Runaway Jury
Directed by Gary Fleder
Written by Brian Koppelman, David Levien, Rick Cleveland and Matthew Chapman from the novel by John Grisham
Starring John Cusack, Gene Hackman, Dustin Hoffman, Rachel Weisz

 

Runaway Jury

John Grisham's novels are clever constructions in which stick figures resembling human beings are moved around a kind of chess board, the moral versus the immoral, through standard openings, middle games and end games, until the good checkmate the bad. The stories are made up of nothing but moves and countermoves. They work on the page, where the reader can invest each character with his or her fantasy personality, but they're hard to translate successfully to film, because on screen they're visible as real, ten-foot-high human beings in the shape of people like - in this case - John Cusack, Gene Hackman, Rachel Weisz and Dustin Hoffman. And being real people, and good actors, they try to make their stick figures into believable characters. It's understandable, but futile.

"Runaway Jury," in a switch from the novel, which dealt with a tobacco company, is the story of a civil lawsuit brought against a gun manufacturer for complicity in the death of a husband and father who was killed by a disgruntled coworker who then killed himself. The company has brought in high-priced jury consultant Rankin Fitch, in the person of Gene Hackman, who is so evil he would be more believable as the villain in a Bugs Bunny cartoon. He sets up a war room right out of "War Room," and goes after every dirty fact about every juror in the pool. He will buy, beat or blackmail these jurors until they give him the right verdict.

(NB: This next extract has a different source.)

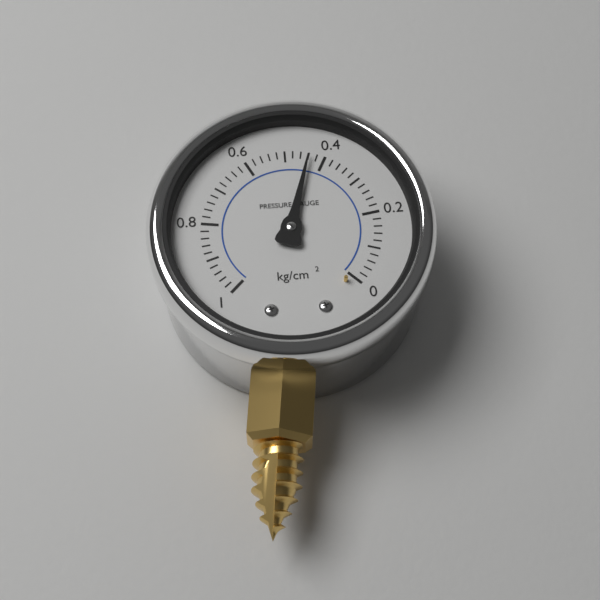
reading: 0.44 kg/cm²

The poor widow has hired as her attorney Wendall Rohr (Dustin Hoffman), a decent man who believes that decent people will do the decent thing. Is he naïve or is he a fox hiding in the long grass? And then there is juror No. 9, Nick Easter (John Cusack), who you can bet has his own agenda, or why would he be in the film? And what is his connection with the mysterious Marlee (Rachel Weisz), who keeps making phone calls to the attorneys, promising to swing the verdict their way if only they will pay her $10 million.

If you've read the book, as I have, you know why Nick and Marlee are here; the pleasure should be in the getting to the revelation. But in the film, even though it runs more than two hours, everything has been so compressed (four writers are credited with the screenplay, which usually signifies big problems) that there's no time to breathe. At the trial, each side barely gets to present any testimony, and the talk in the jury room - a key in the novel - is a garble of private agendas and personality tics. Mostly, we watch as Hackman chews the scenery: "You're losing me my jury!" he shouts, more than once. Oh, and did I mention the ransacking of Nick's little apartment, or the assaults on poor Marlee? Or, once the jury has been sequestered, how easily Nick manages to leap over rooftops to meet with her and get back without being found out by the marshals guarding them?

The setting is New Orleans, the most beautiful city in America; but never has a film taken less advantage of it. Director Gary Fleder has no eye for his setting, nor even for his characters. There's more tension in any shot of "Law and Order" than there is in two hours of "Runaway Jury." So just in case you're not planning to see this film, let me assure you that the good guys win and the bad guys lose. If only real life were like that.